Mal Vincent reviews RING OF FIRE

"Ring of Fire" is an easy-going musical about a hard-living country music icon

September 20, 2017
Virginian-Pilot
Mal Vincent

Put together songs like “I Walk the Line” and “Ring of Fire” and a singer who hits the low notes like Johnny Cash and you’ve got a thigh-slapping hoedown playing in Norfolk.

“Ring of Fire: The Music of Johnny Cash” offers a sunny and superficial tribute to an American icon. It is sure to sell tickets and please the undemanding. Never mind that Cash, a bitter drama unto himself, is turned into a good ol’ boy, or that this “Ring of Fire” is hardly one that aims to burn.

It is a good deal closer to “The Lawrence Welk Show” than it is to the Grand Ole Opry. So be it. The audience gave it a standing ovation, which is the norm in Tidewater.

The Virginia Stage Company opened its 39th season with a crowd-pleaser.

As long as it is singing, “Ring of Fire” can pass – from vintage country to rockabilly, rock ’n’ roll, sorrowful ballads and gentle songs of love and deep faith. There are over 30 songs, though not all the music was composed by Cash. This is not a one-man show. The supporting cast has a surprisingly prominent, and sometimes grating, presence.

They are types rather than characters. Emily Mikesell serves as the matronly one . She, more than some others, suffers from uneven microphoning, but soars best with “Get Rhythm,” which, with her fiddling too, makes her welcome.

Gill Braswell is the requisite bearded, gritty one who does “Delia’s Gone,” a number about a former love whom the song’s narrator shot. Sean Powell has personality galore but is saddled with “Cocaine Blues” and “Straight A’s in Love.”

They play a number of string instruments, including an autoharp, along with the washtub and a refreshing moment of trumpet. (More brass might have helped.)

But a show that doesn’t have Cash himself sing “A Boy Named Sue” is taking chances. The novelty song is assigned, mostly, to the supporting voices.

The show stands or falls on the ability of Ben Hope to simulate Cash. There are moments when he hits it, but he mostly cops out with an approach familiar from other “juke box” shows: They are determined not to do an imitation but to capture the “essence” of the subject. Convenient.

Nostalgia helps a great deal. Hope wears the requisite black, but he is mostly sunny. I never, for a moment, believed this person would have killed a man in Reno “just to watch him die.” Hope has made something of a career out of these gigs – having also tackled, onstage, Elvis, George Jones, Woody Guthrie and Buddy Holly.

I first saw this show in 2006 on Broadway, where it ran only a few weeks. The present version is better because much of the excess has been cut, including a second actor who played the young Johnny.

Dramatically, it is a hodgepodge of bits that leave you knowing no more than when you entered. The traumas of Cash’s life are touched on in passing. His jail time is mentioned, but the charges are passed over.

The aim seems to be to program a song for each trauma. Johnny getting his hormones going results in “Straight A’s in Love.” Drug addiction queues up “Sunday Morning Coming Down.” Further addictive tragedies get mere mention.

The death of his brother in a saw mill accident lends weight to the first act, which suffers from a malady common in this type of show: The hit songs don’t come until the second act. Until then, we get novelties like “Flushed From the Bathroom of Your Heart” and “Dirty Old Egg-Suckin’ Dog.”

Katie Barton, who is the real-life bride of actor Hope, serves well as June Carter Cash, particularly in that she does not become overly cute. (It must have been tempting). She hits spot-on in the late numbers when she appears onstage with her star husband . It’s an effective counterpoint: the “good” woman taming the “wild” man. June died four months before Johnny, an event marked only by a sad song near the end.

Chronologically, this musical is all over the place. It’s not so much theater as it is a side act at an amusement park. But the songs are there, and no one has to think.

The new season at VSC is a varied one and includes the challenging Pulitzer Prize-winning drama “Disgraced.”

In the meantime, this is the foot-stompin’ diversion it is meant to be. It is likely to deliver more of the cash than the Cash.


** Directions for this task **
Copy each line of the records below that mentions the word "effects".

Entries taken from a collection:
....

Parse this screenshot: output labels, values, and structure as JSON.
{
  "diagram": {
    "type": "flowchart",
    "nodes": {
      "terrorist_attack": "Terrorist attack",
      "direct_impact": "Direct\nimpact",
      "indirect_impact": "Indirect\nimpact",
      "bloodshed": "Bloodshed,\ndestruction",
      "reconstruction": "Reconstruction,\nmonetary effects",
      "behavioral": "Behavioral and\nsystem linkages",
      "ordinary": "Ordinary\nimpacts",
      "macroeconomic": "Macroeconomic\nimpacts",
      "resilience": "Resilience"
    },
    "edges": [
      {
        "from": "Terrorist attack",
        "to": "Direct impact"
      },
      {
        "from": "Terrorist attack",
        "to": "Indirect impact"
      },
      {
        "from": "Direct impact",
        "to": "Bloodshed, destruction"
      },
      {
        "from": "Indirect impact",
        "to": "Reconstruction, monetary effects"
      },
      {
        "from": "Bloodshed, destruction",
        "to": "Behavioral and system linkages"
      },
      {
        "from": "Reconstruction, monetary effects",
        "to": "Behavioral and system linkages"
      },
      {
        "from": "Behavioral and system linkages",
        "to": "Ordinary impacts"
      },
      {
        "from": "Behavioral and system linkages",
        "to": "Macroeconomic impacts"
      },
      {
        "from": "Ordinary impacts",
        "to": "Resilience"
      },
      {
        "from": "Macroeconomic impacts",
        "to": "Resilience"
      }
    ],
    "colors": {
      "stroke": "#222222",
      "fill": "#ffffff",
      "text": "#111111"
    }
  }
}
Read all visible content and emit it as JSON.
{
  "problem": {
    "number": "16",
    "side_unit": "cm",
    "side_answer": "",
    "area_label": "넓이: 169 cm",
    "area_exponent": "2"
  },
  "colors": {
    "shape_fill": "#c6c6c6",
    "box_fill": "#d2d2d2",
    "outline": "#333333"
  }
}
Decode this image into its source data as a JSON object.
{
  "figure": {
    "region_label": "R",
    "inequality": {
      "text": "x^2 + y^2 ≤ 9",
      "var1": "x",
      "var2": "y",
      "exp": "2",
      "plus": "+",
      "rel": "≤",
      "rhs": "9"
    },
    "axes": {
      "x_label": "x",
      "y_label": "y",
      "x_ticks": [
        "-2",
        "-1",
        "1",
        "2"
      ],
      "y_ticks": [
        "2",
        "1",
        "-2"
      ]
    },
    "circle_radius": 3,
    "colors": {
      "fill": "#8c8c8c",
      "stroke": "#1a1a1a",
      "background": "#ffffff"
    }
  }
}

....

** Response box **
      "reconstruction": "Reconstruction,\nmonetary effects",
        "to": "Reconstruction, monetary effects"
        "from": "Reconstruction, monetary effects",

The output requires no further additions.